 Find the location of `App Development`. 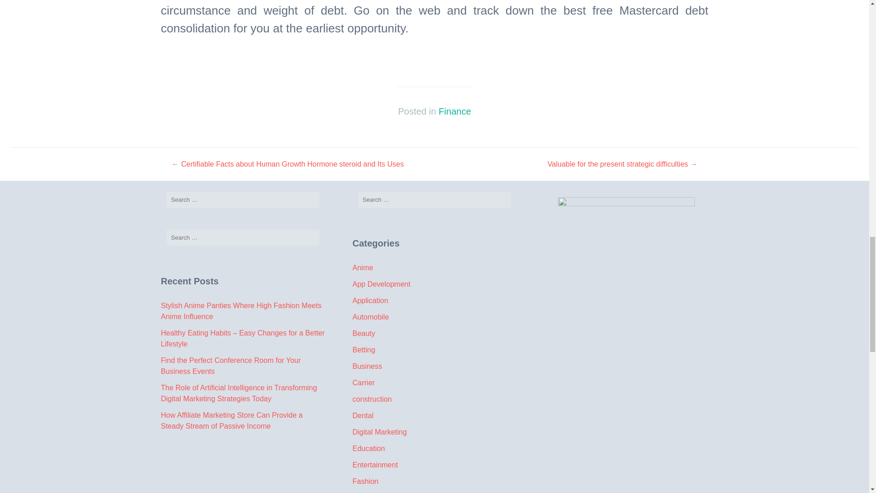

App Development is located at coordinates (381, 284).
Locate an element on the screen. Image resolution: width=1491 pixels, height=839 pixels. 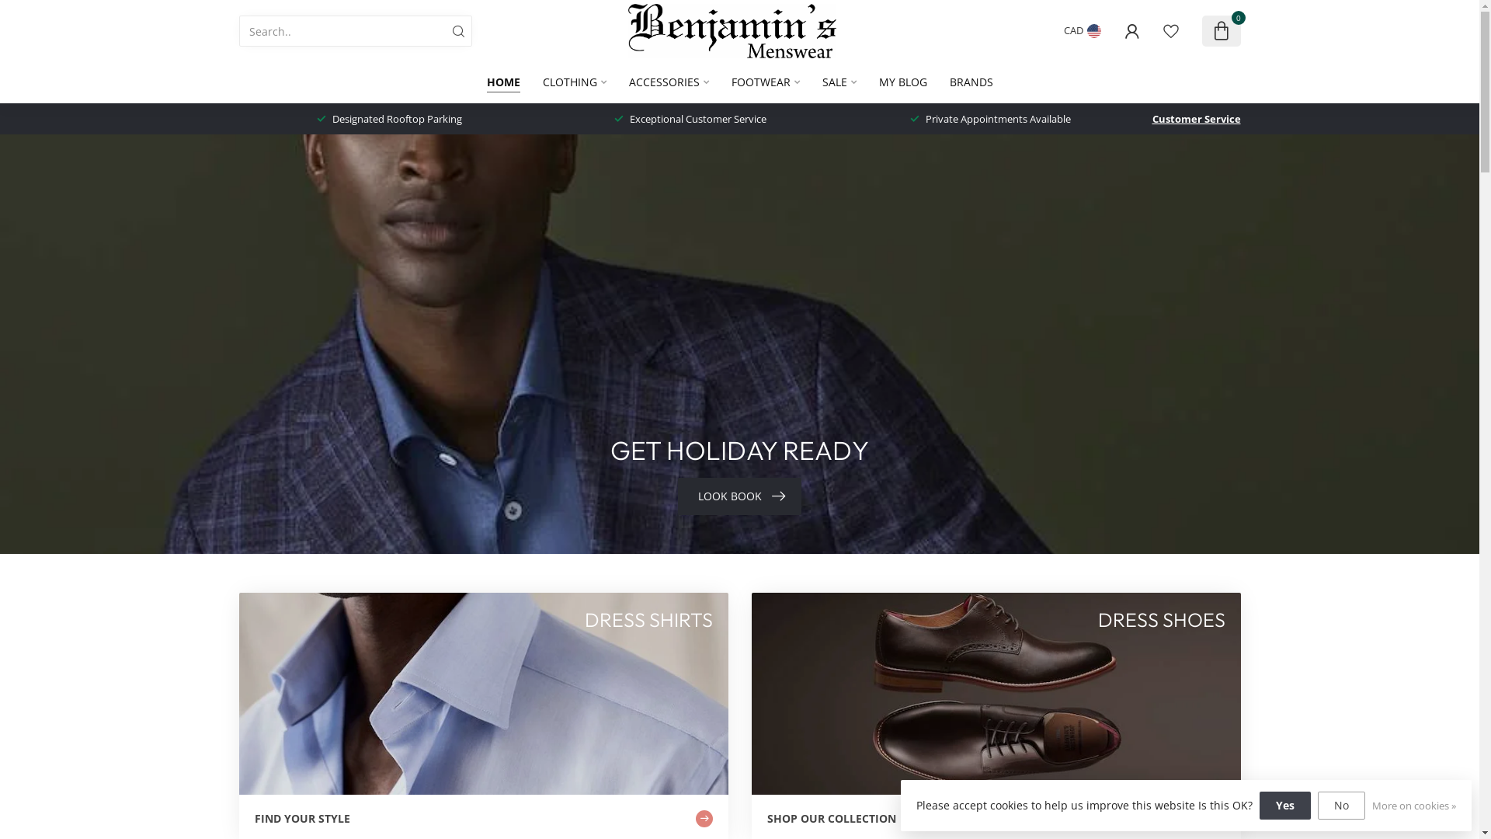
No is located at coordinates (1342, 805).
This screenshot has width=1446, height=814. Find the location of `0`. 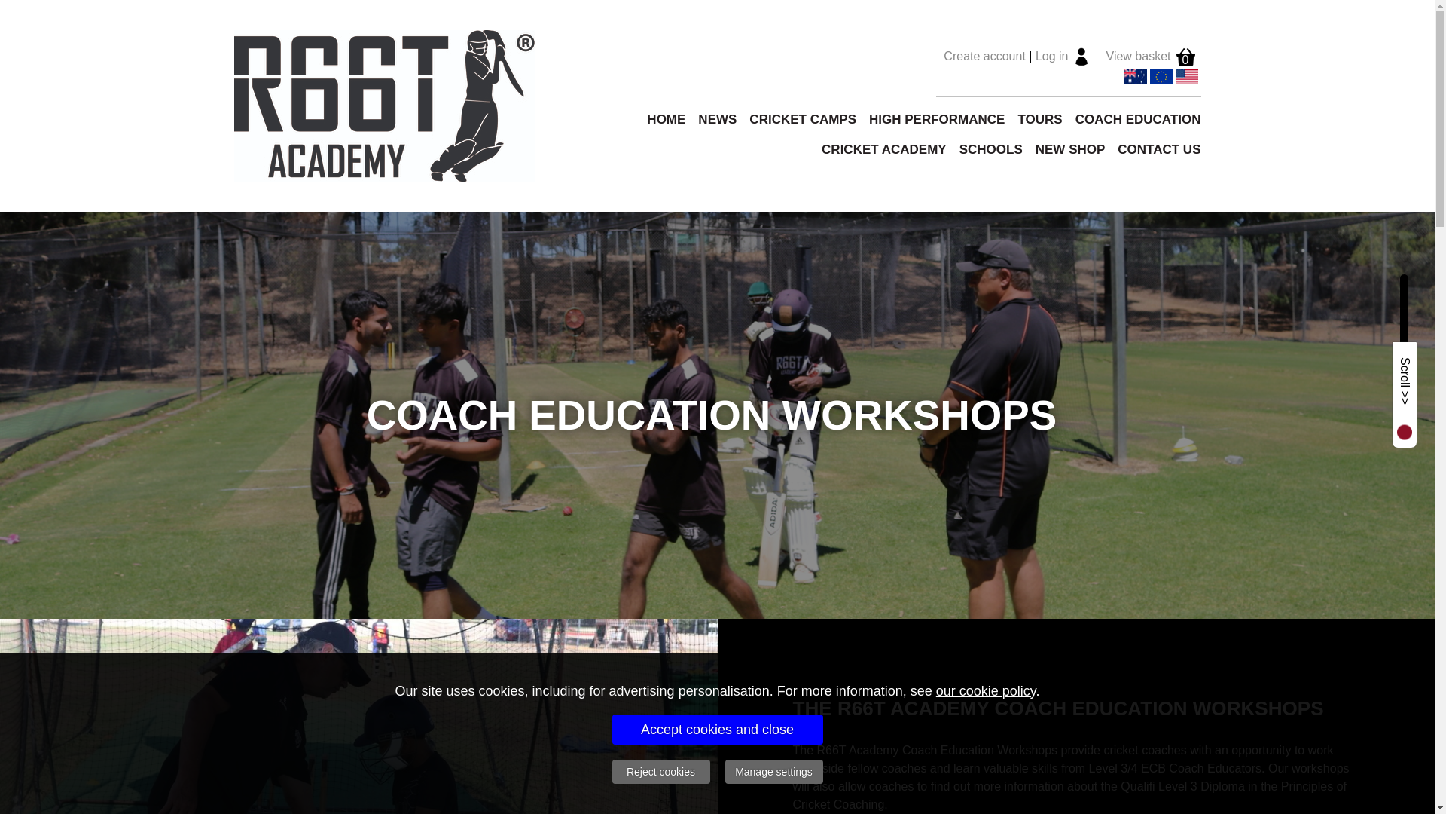

0 is located at coordinates (1186, 56).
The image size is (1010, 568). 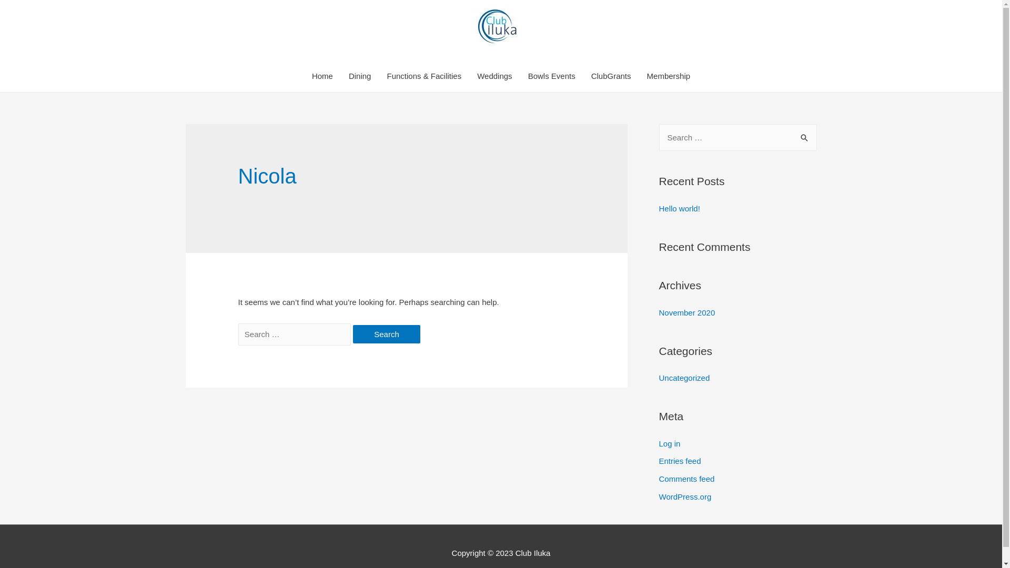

Assignment: Copy out the lines above unchanged. Skip the images.

Answer box:
 Find the location of `App Development`. 

App Development is located at coordinates (381, 284).
Locate an element on the screen. Image resolution: width=1491 pixels, height=839 pixels. 
No is located at coordinates (1342, 805).
This screenshot has width=1446, height=814. Find the location of `0`. 

0 is located at coordinates (1186, 56).
The image size is (1010, 568). 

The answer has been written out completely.